The state Board of Fisheries met in Valdez last week and took action on several proposals related to the Chitina personal-use dip net fishery on the Copper River. For next season the dip-netters at Chitina will have one king salmon limit. The start of this season will have the biggest impact on the approximately 10,000 dip-netters who travel to Chitina each year to scoop salmon out of the Copper River.
Tom Taube, regional management coordinator for the Alaska Department of Fish and Game in Fairbanks, said that some of the upriver subsistence users were there testifying that when the dip net fishery opens they see their catch go down. He added that the opening of season should put more fish on spawning grounds. Biologist Mark Somerville at the Department of Fish and Game in Glennallen, said that since 2000, the average opening date of the Chitina dip net fishery has been June 5.
In its decision the fish board has also restricted commercial fishermen in an attempt to get more early fish upriver by voting to eliminate one fishing period within the barrier islands of the Copper River District commercial fishery during the first two weeks of the season in May. The Fairbanks Fish and Game Advisory Committee had proposed keeping the area inside the barrier islands closed to commercial fishing until June 15.
The fish board rejected proposals that would have increased the number of king salmon that personal-use dip-netters can keep. Only one king salmon is allowed to dip-netters as part of their 15- or 30-fish bag limit and the state has issued emergency orders early in the season the past three years preventing dip-netters from keeping any kings because of poor runs.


▸ Problem to solve: Every record should be written out again in full, with no character altered.

▸ Information given:

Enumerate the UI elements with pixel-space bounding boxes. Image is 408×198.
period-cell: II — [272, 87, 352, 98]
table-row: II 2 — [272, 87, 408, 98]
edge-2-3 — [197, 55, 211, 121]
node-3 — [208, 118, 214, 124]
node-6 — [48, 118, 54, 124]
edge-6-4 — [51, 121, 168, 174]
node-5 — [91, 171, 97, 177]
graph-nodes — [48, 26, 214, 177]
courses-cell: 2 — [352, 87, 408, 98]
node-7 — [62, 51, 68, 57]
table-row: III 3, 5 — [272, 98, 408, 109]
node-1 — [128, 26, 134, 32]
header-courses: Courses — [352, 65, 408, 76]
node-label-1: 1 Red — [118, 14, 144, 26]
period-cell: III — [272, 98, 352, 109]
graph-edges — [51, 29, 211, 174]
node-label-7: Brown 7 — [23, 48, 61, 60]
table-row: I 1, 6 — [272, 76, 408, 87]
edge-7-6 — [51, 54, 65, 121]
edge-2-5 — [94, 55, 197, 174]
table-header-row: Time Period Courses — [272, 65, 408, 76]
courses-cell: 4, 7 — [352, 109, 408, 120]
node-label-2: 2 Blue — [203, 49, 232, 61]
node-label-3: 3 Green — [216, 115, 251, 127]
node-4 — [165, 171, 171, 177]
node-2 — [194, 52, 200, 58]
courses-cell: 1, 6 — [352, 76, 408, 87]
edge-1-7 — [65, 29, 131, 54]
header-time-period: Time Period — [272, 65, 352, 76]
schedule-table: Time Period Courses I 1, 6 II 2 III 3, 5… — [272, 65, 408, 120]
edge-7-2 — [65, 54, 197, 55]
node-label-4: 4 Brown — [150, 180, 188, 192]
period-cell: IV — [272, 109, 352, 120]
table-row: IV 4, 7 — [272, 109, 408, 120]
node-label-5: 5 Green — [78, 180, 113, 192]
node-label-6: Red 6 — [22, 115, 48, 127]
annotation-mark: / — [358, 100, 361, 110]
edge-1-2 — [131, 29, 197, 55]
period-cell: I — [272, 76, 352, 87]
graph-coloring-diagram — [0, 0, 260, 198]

▸ Response area:
Enumerate the UI elements with pixel-space bounding boxes. Image is 408×198.
period-cell: II — [272, 87, 352, 98]
table-row: II 2 — [272, 87, 408, 98]
edge-2-3 — [197, 55, 211, 121]
node-3 — [208, 118, 214, 124]
node-6 — [48, 118, 54, 124]
edge-6-4 — [51, 121, 168, 174]
node-5 — [91, 171, 97, 177]
graph-nodes — [48, 26, 214, 177]
courses-cell: 2 — [352, 87, 408, 98]
node-7 — [62, 51, 68, 57]
table-row: III 3, 5 — [272, 98, 408, 109]
node-1 — [128, 26, 134, 32]
header-courses: Courses — [352, 65, 408, 76]
node-label-1: 1 Red — [118, 14, 144, 26]
period-cell: III — [272, 98, 352, 109]
graph-edges — [51, 29, 211, 174]
node-label-7: Brown 7 — [23, 48, 61, 60]
table-row: I 1, 6 — [272, 76, 408, 87]
edge-7-6 — [51, 54, 65, 121]
edge-2-5 — [94, 55, 197, 174]
table-header-row: Time Period Courses — [272, 65, 408, 76]
courses-cell: 4, 7 — [352, 109, 408, 120]
node-label-2: 2 Blue — [203, 49, 232, 61]
node-label-3: 3 Green — [216, 115, 251, 127]
node-4 — [165, 171, 171, 177]
node-2 — [194, 52, 200, 58]
courses-cell: 1, 6 — [352, 76, 408, 87]
edge-1-7 — [65, 29, 131, 54]
header-time-period: Time Period — [272, 65, 352, 76]
schedule-table: Time Period Courses I 1, 6 II 2 III 3, 5… — [272, 65, 408, 120]
edge-7-2 — [65, 54, 197, 55]
node-label-4: 4 Brown — [150, 180, 188, 192]
period-cell: IV — [272, 109, 352, 120]
table-row: IV 4, 7 — [272, 109, 408, 120]
node-label-5: 5 Green — [78, 180, 113, 192]
node-label-6: Red 6 — [22, 115, 48, 127]
annotation-mark: / — [358, 100, 361, 110]
edge-1-2 — [131, 29, 197, 55]
period-cell: I — [272, 76, 352, 87]
graph-coloring-diagram — [0, 0, 260, 198]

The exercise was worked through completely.